» Provided data:
--

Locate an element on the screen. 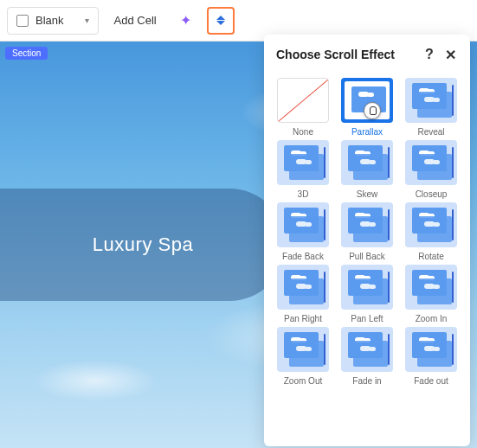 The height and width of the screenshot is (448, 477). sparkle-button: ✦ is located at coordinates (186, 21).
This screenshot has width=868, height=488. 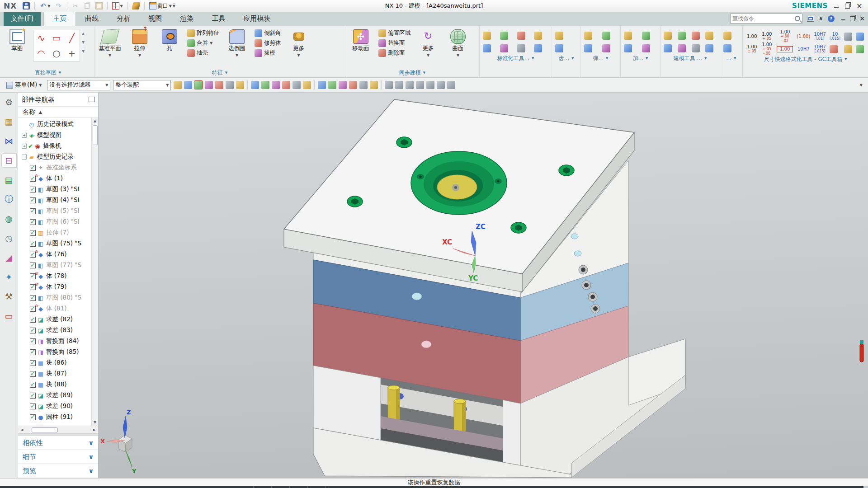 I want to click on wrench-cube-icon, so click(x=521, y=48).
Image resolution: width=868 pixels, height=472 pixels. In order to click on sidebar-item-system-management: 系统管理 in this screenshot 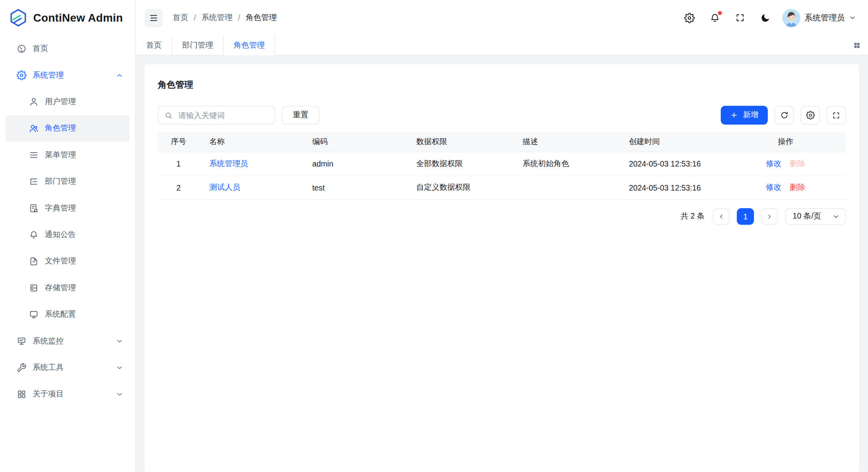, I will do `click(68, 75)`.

--

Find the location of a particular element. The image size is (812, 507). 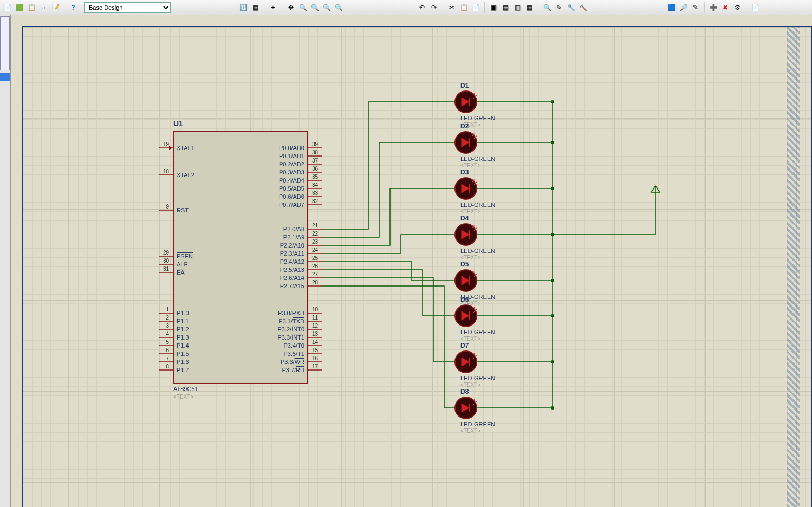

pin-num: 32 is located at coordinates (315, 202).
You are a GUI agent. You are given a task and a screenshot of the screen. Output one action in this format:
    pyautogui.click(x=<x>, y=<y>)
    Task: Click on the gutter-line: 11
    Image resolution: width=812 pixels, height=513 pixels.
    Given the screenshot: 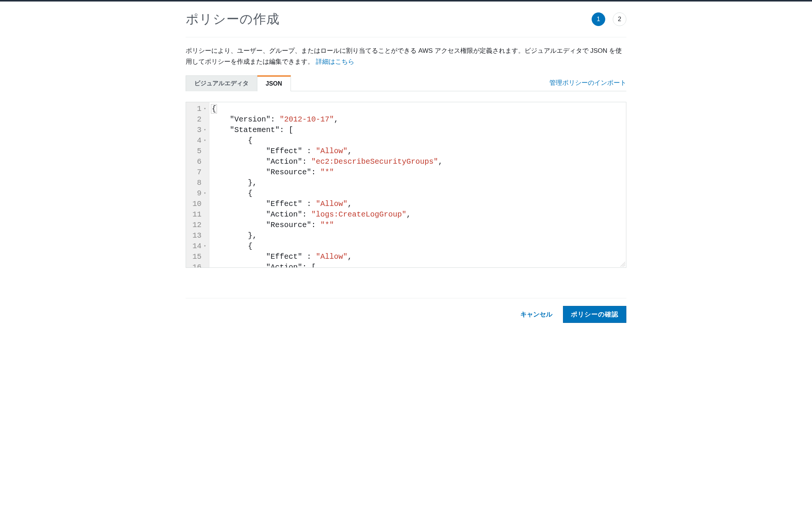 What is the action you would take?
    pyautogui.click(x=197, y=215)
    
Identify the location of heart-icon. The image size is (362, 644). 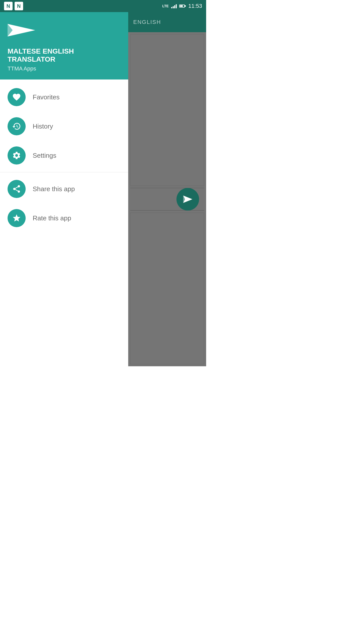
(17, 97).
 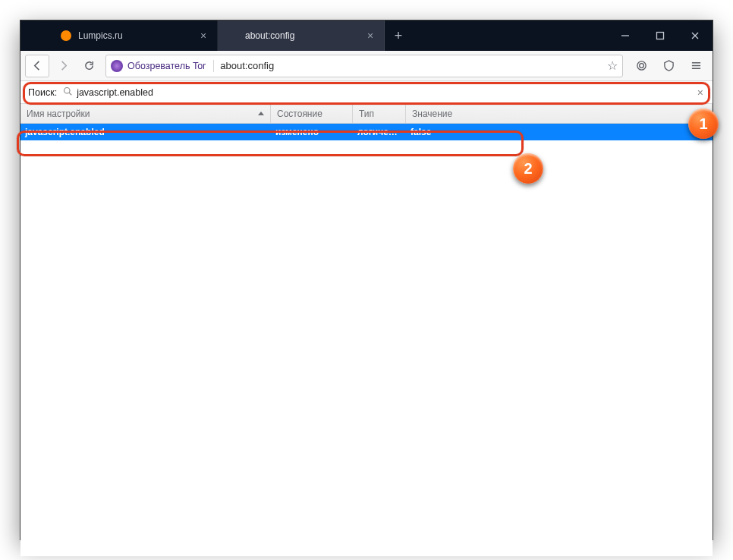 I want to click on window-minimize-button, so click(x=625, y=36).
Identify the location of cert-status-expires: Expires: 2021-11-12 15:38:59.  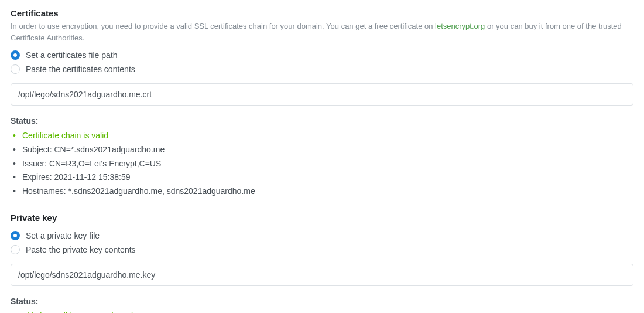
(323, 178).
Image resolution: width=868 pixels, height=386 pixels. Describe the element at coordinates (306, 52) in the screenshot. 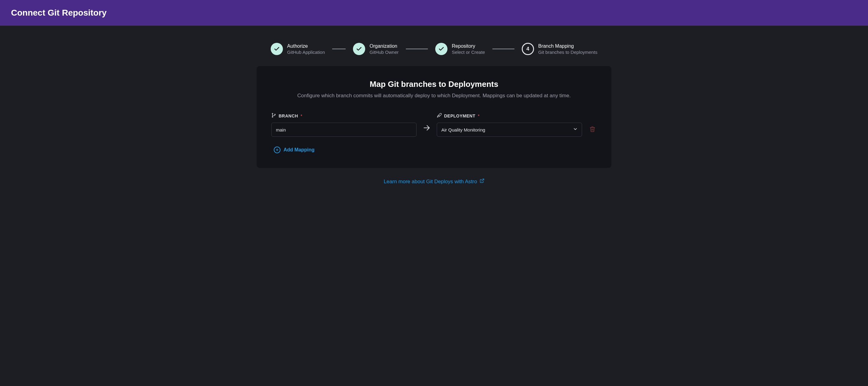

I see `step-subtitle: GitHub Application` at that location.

--

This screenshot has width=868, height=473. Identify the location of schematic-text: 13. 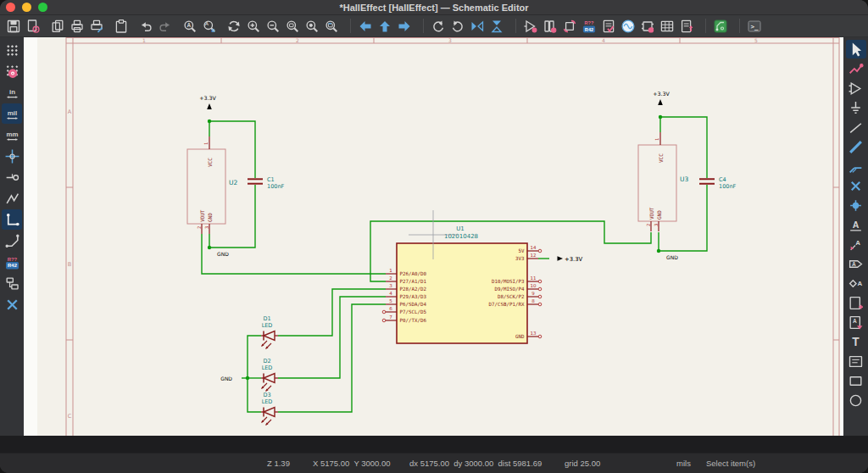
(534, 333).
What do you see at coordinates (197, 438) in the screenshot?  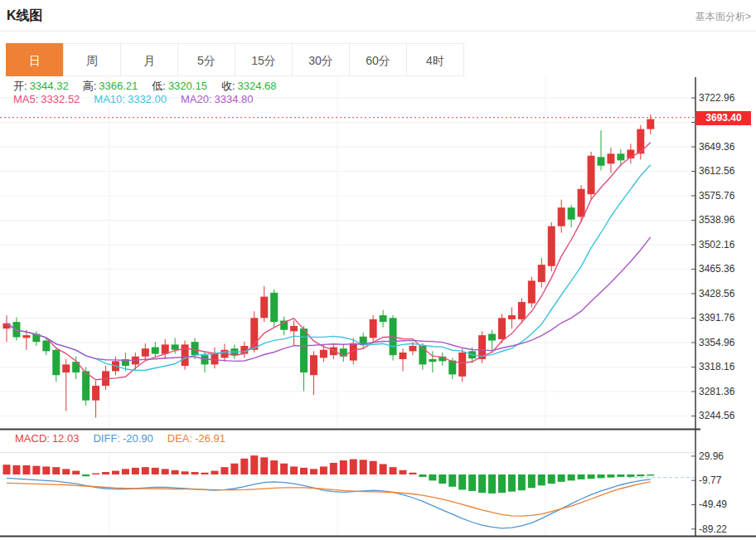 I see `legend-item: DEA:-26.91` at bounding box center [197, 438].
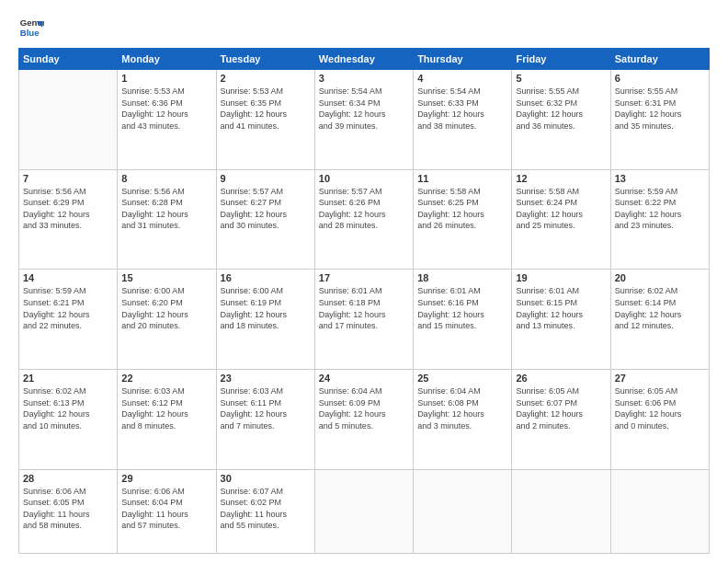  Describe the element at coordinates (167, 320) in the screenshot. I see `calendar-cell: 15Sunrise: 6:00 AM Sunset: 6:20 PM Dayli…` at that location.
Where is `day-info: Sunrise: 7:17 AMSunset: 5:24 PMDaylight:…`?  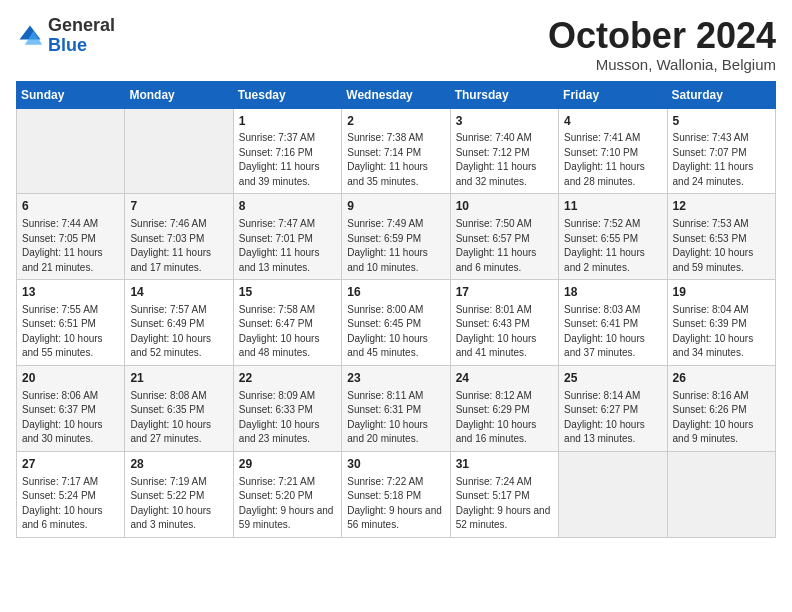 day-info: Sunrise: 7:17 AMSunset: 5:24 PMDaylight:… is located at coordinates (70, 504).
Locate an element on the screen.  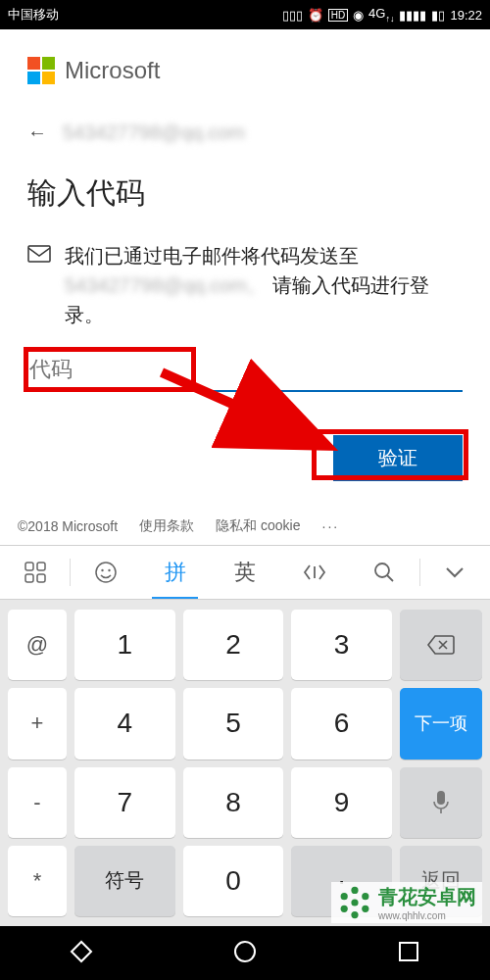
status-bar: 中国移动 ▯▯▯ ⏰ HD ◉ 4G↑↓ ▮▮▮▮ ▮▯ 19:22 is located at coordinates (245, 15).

--

» Problem to work on: What is needed is an exact copy of the lines above from the one with "Find the location" to the one with "pyautogui.click(x=<x>, y=<y>)", both ends kept, and nothing more; please leave the pictures out.

» Answer for this exercise:
Find the location of a particular element. The image size is (812, 507). 

pin-num: 32 is located at coordinates (315, 202).
You are a GUI agent. You are given a task and a screenshot of the screen. Output one action in this format:
    pyautogui.click(x=<x>, y=<y>)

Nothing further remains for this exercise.